What to conclude: The final call is simple: fix the showerhead if it tested bad, follow the hot or cold pressure path if one side is weak, or treat it as a whole-house pressure problem if multiple fixtures struggle together.
Replacement Parts
Repair Riot may earn a commission from qualifying purchases, at no extra cost to you.
FAQ
Is it normal for shower pressure to drop when a sink runs?
A small drop can be normal, especially in older homes or on smaller branch piping. A big drop where the shower turns weak or hard to use is not normal and usually points to a restriction or limited supply pressure.
Can a clogged showerhead really cause this much pressure loss?
Yes. A showerhead packed with mineral scale can feel acceptable when it is the only fixture running, then fall off fast when another fixture opens. That is why removing the showerhead for a quick flow test is such a useful check.

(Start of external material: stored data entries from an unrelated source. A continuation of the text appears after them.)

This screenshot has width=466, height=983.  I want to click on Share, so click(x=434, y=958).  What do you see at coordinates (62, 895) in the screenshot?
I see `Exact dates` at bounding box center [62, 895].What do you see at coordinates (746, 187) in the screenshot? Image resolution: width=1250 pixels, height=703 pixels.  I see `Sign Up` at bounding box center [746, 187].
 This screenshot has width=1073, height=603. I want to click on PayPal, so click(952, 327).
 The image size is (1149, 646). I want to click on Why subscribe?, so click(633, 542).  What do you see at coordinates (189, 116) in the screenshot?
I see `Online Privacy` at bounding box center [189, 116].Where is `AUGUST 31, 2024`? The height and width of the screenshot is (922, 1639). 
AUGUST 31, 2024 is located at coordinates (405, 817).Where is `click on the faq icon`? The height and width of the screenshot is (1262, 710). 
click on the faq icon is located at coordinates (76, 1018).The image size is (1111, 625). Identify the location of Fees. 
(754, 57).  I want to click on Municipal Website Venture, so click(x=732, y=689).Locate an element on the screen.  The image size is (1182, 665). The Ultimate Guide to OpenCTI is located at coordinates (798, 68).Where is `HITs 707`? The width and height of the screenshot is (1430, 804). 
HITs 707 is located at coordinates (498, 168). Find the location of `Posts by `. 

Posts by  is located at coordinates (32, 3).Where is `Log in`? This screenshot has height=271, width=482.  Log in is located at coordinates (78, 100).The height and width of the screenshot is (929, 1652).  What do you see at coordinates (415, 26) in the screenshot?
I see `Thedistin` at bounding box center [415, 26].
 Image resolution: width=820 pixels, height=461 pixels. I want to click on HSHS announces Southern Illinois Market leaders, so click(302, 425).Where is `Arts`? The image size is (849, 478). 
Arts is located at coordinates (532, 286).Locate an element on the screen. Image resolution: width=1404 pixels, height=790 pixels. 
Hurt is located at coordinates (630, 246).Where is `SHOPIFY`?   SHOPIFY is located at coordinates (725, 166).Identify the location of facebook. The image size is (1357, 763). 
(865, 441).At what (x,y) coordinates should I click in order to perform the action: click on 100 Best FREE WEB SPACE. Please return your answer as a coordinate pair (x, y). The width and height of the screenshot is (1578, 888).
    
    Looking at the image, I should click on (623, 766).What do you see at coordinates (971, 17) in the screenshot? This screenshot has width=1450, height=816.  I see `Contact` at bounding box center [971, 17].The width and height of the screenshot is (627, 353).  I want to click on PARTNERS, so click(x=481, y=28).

Why is the pressure drop worse when hot water runs?
That usually means the hot side is restricted somewhere upstream of the shower. If hot flow is weaker at more than one fixture, treat it as a hot-water pressure problem rather than a shower-only problem.
Should I replace the shower valve if the sink steals pressure from the shower?
Not first. A bad shower valve is not the most common cause here. Check the showerhead, compare hot versus cold, and see whether other fixtures also lose pressure before you open the wall or replace valve parts.
Could a pressure regulator be the cause?
Yes, but only when the pressure problem shows up more broadly than one shower. If several fixtures struggle whenever two are used at once, the incoming pressure or pressure regulator becomes more likely. That is usually a diagnosis step, not a blind parts purchase.
What if I am on a well?
If you are on a well and pressure drops hard when two fixtures run, the issue may involve the pressure tank, pressure switch, pump performance, or filter restrictions. Those are bigger system checks, so this page is mainly for separating a simple shower restriction from a wider supply problem.